From Publishers Weekly
Seidel's 14th book finds his caustic vigor undiminished, his high-volume confidence as entertaining—or disturbing—as ever: gleeful antiwar protests and self-mocking, obvious rhymes zip easily among a bombed Baghdad, a deluxe version of Paris and a hyperbolically glitzy jetset New York. The volume's emotions swing, too, between the aging poet's obsession with death and his adjacent obsession with sexual prowess: "I spend most of my time not dying./... / I climb on a woman I love./ I repeat my themes," he announces. Many of the poems aspire at once to shock us and to sound blithely assured, with utterances no other poet would think to—nor perhaps want to—set down: "The vagina-eyed Modigliani nude/ Made me lewd," for example. Seidel (
The Cosmos Trilogy, 2003) perhaps satirizes a Western capitalism in which no one can be rich enough, fast enough or man enough to satisfy his own ideals. Yet for every reader who finds brilliant, social critique, there may be another who wonders if it's all a joke.

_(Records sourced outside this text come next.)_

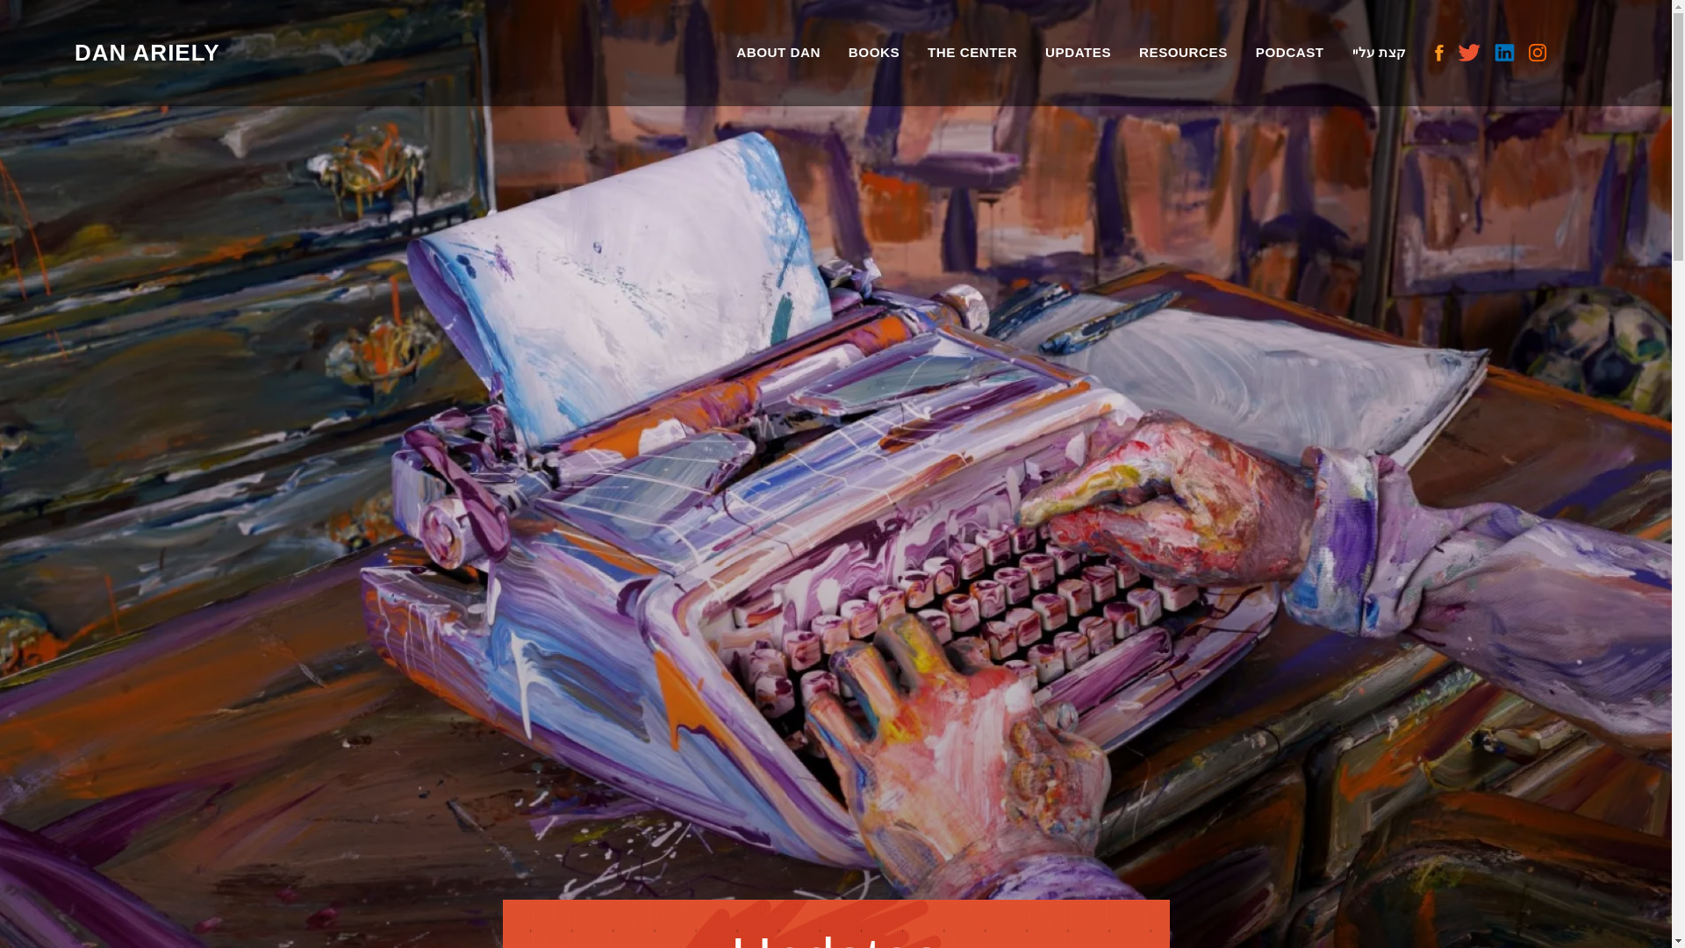  Describe the element at coordinates (778, 53) in the screenshot. I see `ABOUT DAN` at that location.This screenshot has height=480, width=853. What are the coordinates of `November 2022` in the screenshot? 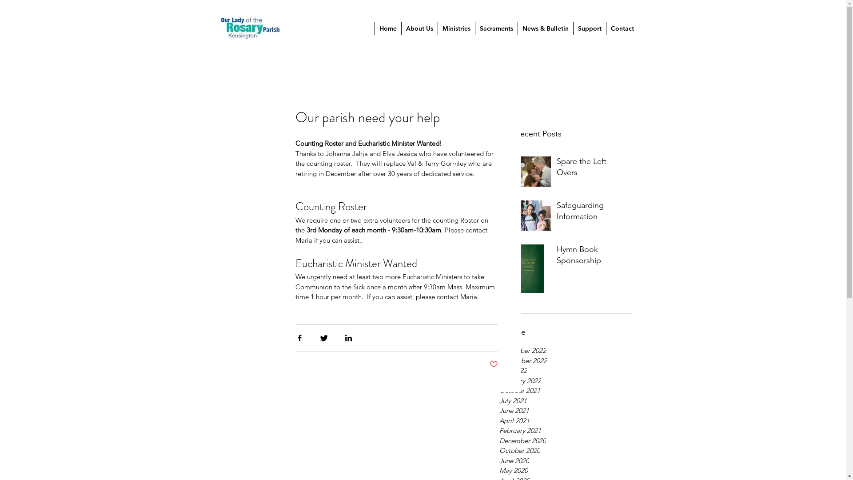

(Nov.) Copyright © Reed Business Information, a division of Reed Elsevier Inc. All rights reserved.
From Booklist
With the opening poem, "Kill Poem," readers familiar with Seidel may experience a flashback to "Scotland," the first poem in
These Days (1989), given how elements of history, civilization, hunting, and killing are intertwined. And, indeed, this new collection has all the usual Seidel subjects, from fox hunts to violins to Paris and politics (Seidel even confesses twice, "I repeat themes")--but this doesn't diminish the intensity, skill, or bravery of his masterfully shocking style of poetic acrobatics. While some of Seidel's poems border on navel-gazing, others (like "Mother Nature," "The Bush Administration," and "The Death of the Shah") stunningly throw open windows of thought by allowing disparate elements to unite in enlightening ways. One may dislike Seidel's poetry, but most would be hard-pressed to disagree with his work's importance and originality, or deny his artistic courage. We need more poets like Seidel to rub us the wrong way, and induce us to think critically about our history, leaders, and actions.